Saturday, November 22, 2025

Bridging the Skills Gap: How Africa’s Universities Can Unlock a Green Engineering Revolution

November 20, 2025

By African Visions Editorial Team

Professor Washington Yotto Ochieng

By Professor Washington Yotto Ochieng FREng CBE EBS CEng FCGI, Chair of the Africa Engineers Committee at the Royal Academy of Engineering

Over 60% of Africa’s population is under the age of 25, making Africa’s youth one of its greatest resources. This is both the youngest, and most climate-conscious generation in history. Many young Africans want careers that help tackle climate change and build a sustainable future, yet too many aspiring engineers are held back by education systems that have yet to catch up with their ambitions. The result is a growing gap between climate-aware career goals and the practical skills needed to make those ambitions real.

Africa is also the continent with the lowest number of engineers per capita globally, a shortage that limits innovation, economic growth, and climate resilience. This gap is not only about numbers, but also how universities prepare the engineers they train.

While many African institutions provide strong academic foundations, the education system often remains disconnected from national development goals and industry needs. Students eager to design renewable energy systems or develop circular economy solutions often lack access to well-equipped laboratories, up to date technology, and meaningful industry placements. Universities still tend to teach in narrow specialisms, while today’s students are driven by solving broad societal challenges such as clean energy or waste reduction, challenges that require collaboration across disciplines.

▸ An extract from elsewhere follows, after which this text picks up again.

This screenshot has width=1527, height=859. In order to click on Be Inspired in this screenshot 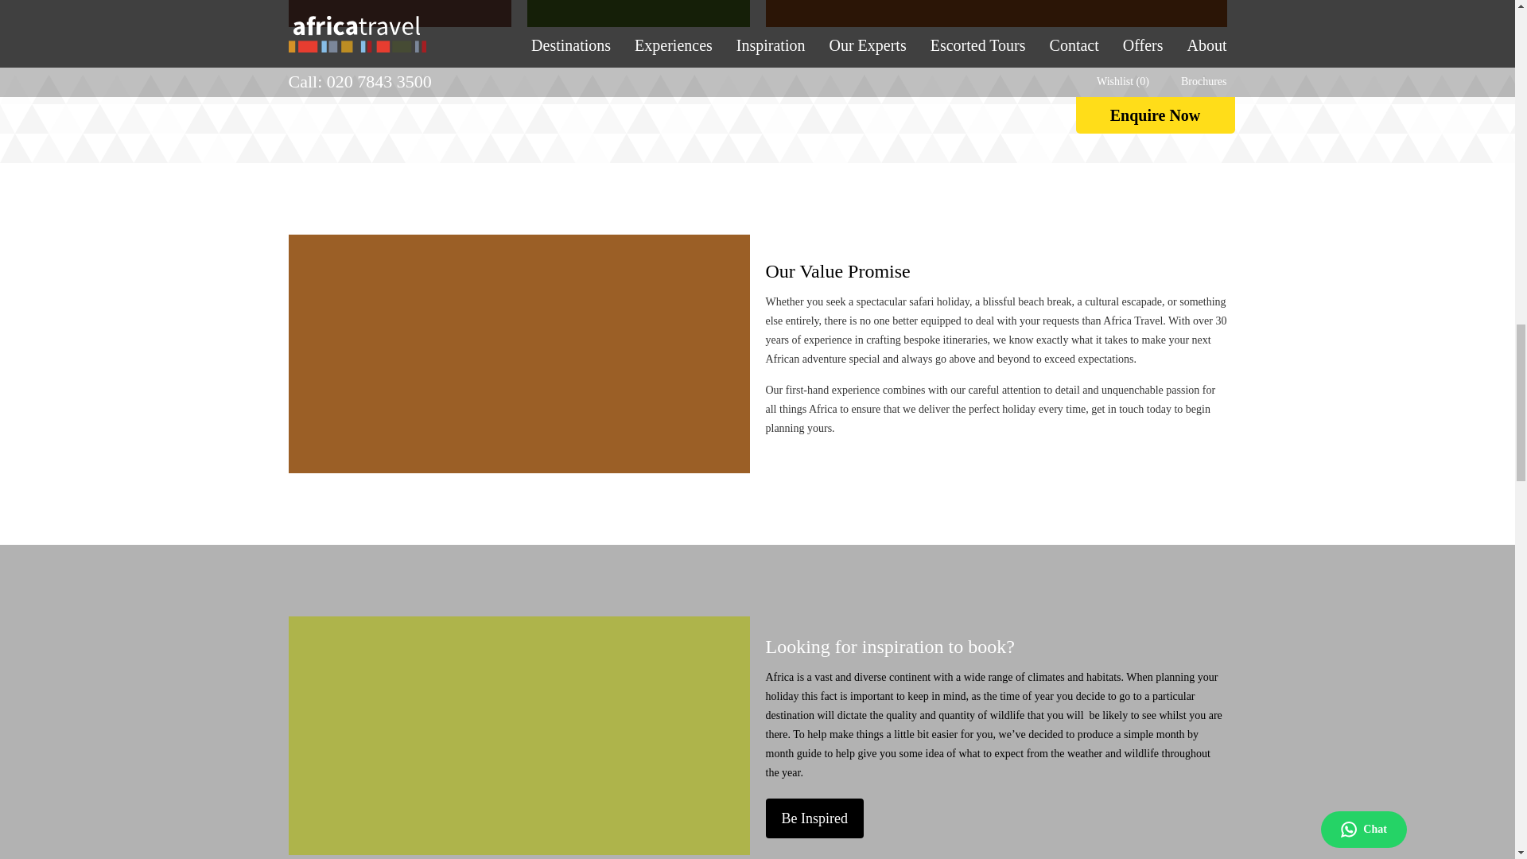, I will do `click(813, 818)`.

Where alignment does happen, the results are striking. The Royal Academy of Engineering’s Africa Prize for Engineering Innovation showcases young entrepreneurs leading change in renewable energy, agriculture, and infrastructure. Of course, across the continent, creativity and ambition abound. What’s missing is a coordinated effort to provide students with the technical and systemic skills, and the resources, to turn ideas into impact.

Engineering as an interconnected system

The most effective way to close this gap is to approach engineering in a holistic way that considers all aspects of a problem. We need to recognise how different parts of society might interact with potential solutions and recognise that global issues like climate change cannot be addressed in silos.

Engineers must see the bigger picture: energy, environment, health, technology, and society are deeply interdependent. Teaching this mindset means starting with a real-world challenge, such as decarbonising cities, and then showing how each engineering discipline, and related fields, contribute to the solution. In doing so, students learn to collaborate across disciplines and create solutions that are resilient, inclusive, and fit for purpose.

For this shift to succeed, sustainability must move from the margins to the mainstream. Renewable energy, sustainable infrastructure, and circular design principles should sit at the heart of every engineering programme. Universities should also strengthen links with governments and industry to ensure that curricula support national priorities and emerging markets. Incremental reform will not suffice. Climate and development challenges demand transformational change.

To transform engineering education, Africa’s universities require bold investment into modern facilities, properly funded research, and educators trained to deliver future-facing skills. This would form a more comprehensive approach to education, with an ecosystem that links universities, civil society, and government so that students learn not just from textbooks but from real-world systems. We must educate for fitness of purpose, not merely for qualifications.

A continent capable of developing its own green infrastructure, renewable energy, and technology solutions will depend less on imports and create more high-value jobs at home. International partners can play a supporting role, but leadership must come locally, through collaboration between governments, universities, and civil society.

The results could be transformational within a decade, if green skills and systems thinking are embedded at scale. Graduates designing off-grid solar networks for rural communities, developing sustainable transport for expanding cities, or pioneering low-carbon construction using local materials.

Africa’s young people are innovative, driven, and deeply aware of the climate crisis. If we equip them properly, they will be ready to lead the continent’s green transition, not follow it. The question now is whether universities, industry and policymakers are ready to match their energy with opportunity. Meeting the challenge will not only empower a generation, but it will also power the continent’s green, inclusive, and resilient future.